LUSA 10/22/2025

Lusa - Business News - Portugal: Proposed ban on burning wood for energy may be unsustainable - Zero

Lisbon, Oct. 21, 2025 (Lusa) - The Portuguese Zero and Centro Pinus environmental associations praise the Government's proposal to ban wood burning and prioritise sustainable use of the product, but warn that there are still "worrying exceptions" in this proposal.

On International Biomass Action Day, the two organisations issued a statement praising the proposed decree-law for the transposition of the Renewable Energy Directive (REDIII), which is open for public consultation until the 25th, but also issuing warnings.

The proposal shows "great ambition on the part of the Government", but leaves "doors open" that allow Portuguese forests to continue to be used for energy production in an unsustainable manner.

After recent years of warning about the unsustainable use of forest biomass for energy production, such as burning wood rather than waste, the associations now welcome what they call a "fundamental advance" in the proposal for a new definition of Forest Biomass Residue (FBR).

The definition excludes wood with a diameter greater than six centimetres and by-products that are useful for the wood processing industry from FBR.

"This new definition, by introducing an easily enforceable visual criterion, the diameter of the logs, responds to a long-standing demand, particularly from environmental movements and some sectors of the wood industry," say Zero, an environmental association, and Centro Pinus, an association for the value enhancement of pine forests, in a statement.

The two organisations also highlight the ban on public support for wood burning and the end of support for power stations dedicated exclusively to electricity production from biomass, "encouraging cogeneration efficiency".

They add: "It is particularly important to note the rigorous formalisation of the principle of cascading use of wood, according to which burning is the last resort, in a virtuous cycle that prioritises wood-based products, the extension of their useful life, their reuse and recycling."

Even so, the associations consider that environmental sustainability is still not sufficiently safeguarded. This is because the proposal allows for the cancellation of "cascading use".

In order to prevent biomass plants from using good wood to produce energy, the current "shocking burning of wood" according to the statement, it is important that the Government ensures "the effective cascading use" of wood.

This is because, according to the authors of the statement, without removing the possibility of derogation, the transposition of the directive "will be nothing more than a robust piece of legislation in theory, but potentially ineffective in practice, perpetuating the unsustainable burning of wood and undermining the contribution of forests and forest products to Portugal's climate objectives".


◆ **Action item**:
Using the entries that follow, please report how many lines contain the word "span", with no other words.

◆ **Task inputs**:
────

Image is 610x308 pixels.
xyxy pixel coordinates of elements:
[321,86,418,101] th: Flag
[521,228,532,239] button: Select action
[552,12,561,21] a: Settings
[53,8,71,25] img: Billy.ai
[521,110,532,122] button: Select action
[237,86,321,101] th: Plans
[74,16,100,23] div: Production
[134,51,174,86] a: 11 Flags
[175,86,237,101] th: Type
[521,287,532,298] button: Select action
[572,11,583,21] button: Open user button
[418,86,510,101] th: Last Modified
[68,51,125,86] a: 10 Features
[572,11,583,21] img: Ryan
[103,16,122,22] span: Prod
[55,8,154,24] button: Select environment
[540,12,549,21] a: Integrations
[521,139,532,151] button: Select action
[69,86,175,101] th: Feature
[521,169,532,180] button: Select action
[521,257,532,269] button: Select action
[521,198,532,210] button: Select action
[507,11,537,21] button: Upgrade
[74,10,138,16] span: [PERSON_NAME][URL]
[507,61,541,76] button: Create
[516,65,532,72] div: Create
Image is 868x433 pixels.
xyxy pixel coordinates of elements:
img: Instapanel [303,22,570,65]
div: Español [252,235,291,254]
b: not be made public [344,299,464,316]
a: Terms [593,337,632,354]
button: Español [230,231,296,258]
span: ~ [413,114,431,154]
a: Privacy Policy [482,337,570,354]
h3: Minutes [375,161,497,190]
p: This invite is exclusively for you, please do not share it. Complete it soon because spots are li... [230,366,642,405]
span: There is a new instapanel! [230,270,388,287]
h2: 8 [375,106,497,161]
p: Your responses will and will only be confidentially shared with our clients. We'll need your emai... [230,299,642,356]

────

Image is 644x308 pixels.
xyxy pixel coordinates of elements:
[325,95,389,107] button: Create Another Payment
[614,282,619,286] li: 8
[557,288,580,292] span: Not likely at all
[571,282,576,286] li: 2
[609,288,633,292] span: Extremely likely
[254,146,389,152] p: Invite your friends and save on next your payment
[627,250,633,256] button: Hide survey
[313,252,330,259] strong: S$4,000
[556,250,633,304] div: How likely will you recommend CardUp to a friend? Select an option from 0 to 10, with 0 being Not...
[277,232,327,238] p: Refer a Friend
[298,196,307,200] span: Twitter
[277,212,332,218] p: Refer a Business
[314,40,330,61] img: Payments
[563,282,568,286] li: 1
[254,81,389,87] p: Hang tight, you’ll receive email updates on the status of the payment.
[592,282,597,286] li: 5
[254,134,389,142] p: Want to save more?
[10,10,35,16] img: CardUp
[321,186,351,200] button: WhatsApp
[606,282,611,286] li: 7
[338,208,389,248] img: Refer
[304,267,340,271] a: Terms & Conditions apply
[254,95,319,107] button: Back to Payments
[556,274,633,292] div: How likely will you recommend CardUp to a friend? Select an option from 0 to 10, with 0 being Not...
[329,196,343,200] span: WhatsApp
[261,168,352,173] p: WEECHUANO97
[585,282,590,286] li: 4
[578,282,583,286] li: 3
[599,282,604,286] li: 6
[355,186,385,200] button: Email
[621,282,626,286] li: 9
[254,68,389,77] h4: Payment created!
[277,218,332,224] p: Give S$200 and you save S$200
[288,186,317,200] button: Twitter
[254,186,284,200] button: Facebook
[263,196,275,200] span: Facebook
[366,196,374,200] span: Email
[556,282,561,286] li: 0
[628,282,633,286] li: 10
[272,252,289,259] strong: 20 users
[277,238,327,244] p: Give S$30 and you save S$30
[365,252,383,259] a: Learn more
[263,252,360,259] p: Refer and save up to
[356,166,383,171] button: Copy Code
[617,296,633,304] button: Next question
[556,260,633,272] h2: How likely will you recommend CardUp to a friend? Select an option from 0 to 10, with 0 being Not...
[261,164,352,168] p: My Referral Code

────

◆ **Task solution**:
10